“Wee, sleekit, cow’rin’, tim’rous beastie…”
But enough about me. We are dealing here with matters of greater moment: nothing less than the perpetual battle for global domination between homo sapiens and the rest of the animal kingdom.
Well, alright then: me versus mice.
In retrospect, I’m amazed that I wasn’t traumatized for life by my first encounter with a mouse. I was about ten years old and one morning I was sent to the larder to get a bottle of milk out of the fridge. I was in my pajamas.
I opened the door to the larder, took two steps inside, then heard a small crunching sound. Looking down, I saw a little tail peeping out from under the ball of my bare – yes, bare – foot.
As I remember it, I was fairly taciturn about the whole thing, although that might just be wishful thinking. I might equally have had the screaming hab-dabs and have been living with the repressed memory ever since.
Fast forward to the present day. Here in the depths of the countryside, we are well used to the proliferation of fauna that surrounds us all year round. Among this abundance of all God’s creatures there is no shortage of mice. They scurry freely around the fields and flower beds, and as long as they stay outside there is no problem. Live and let live.
Now, though, as the nights draw in, the local fieldmice are looking for a warm home for the winter; and I wish them well, I really do.
But not in my house. Because the last thing you could say about mice is that they’re house-trained. Doubly incontinent is more like it. Although they are generally timid creatures who don’t seek confrontation, they do tend to leave incontrovertible evidence of their incursions. Put it this way: you know when you’ve got one – and getting rid of it is a very high priority.
Fortunately, mice aren’t the sharpest tools in the box, nor are they capable of resisting the allure of a bit of peanut butter on a piece of bread placed artfully on a trap. All I have to do is dump the body. It’s almost routine.

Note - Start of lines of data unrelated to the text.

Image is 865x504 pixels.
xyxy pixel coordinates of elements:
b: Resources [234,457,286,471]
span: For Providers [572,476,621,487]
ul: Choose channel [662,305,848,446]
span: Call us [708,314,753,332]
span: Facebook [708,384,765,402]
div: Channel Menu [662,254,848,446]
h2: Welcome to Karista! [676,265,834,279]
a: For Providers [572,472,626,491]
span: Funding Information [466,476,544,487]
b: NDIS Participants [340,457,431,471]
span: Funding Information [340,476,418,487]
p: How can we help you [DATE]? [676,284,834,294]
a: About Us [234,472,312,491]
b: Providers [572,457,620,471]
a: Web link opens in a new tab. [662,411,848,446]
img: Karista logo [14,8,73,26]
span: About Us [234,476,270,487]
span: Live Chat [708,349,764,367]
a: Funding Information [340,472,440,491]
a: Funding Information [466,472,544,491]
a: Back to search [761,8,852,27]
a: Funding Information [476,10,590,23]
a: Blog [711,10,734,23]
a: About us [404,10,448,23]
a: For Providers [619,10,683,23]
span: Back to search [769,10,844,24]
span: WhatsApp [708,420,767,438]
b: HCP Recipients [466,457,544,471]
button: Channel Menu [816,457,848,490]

At least I now conduct myself in a rather more dignified manner than the time, back in the mid-seventies, when we were invaded by a family of mice, presumably from the fields at the bottom of the road we lived on. Somehow, these found their way up the chimney and into the loft space. This was clearly unacceptable and anti-social behaviour that was not to be tolerated.
We set traps, put down poison and had a fair degree of success in getting rid of the pesky rodents. However, there was one particularly stubborn – not to say downright cheeky – resistance fighter who just wouldn’t get the message that he wasn’t welcome.
The inevitable denouement took place one night, when the cheeky bugger found its way out of a crack in the chimney piece and started running around our bedroom.
Needless to say, Madame was deeply unimpressed, and I was left in no doubt that the time had come for me to man up and get rid of the beast once and for all. Desperate to impress, I resolved that I would stop at nothing.
Although in retrospect it might have been better if I had drawn the line some way short of chasing the thing around the skirting board trying to beat it to death with an upturned umbrella, while wearing only a pair of clogs.
Thankfully, there is no extant photographic evidence of this extraordinary scene.
But then who could forget? Not Madame, that’s for sure.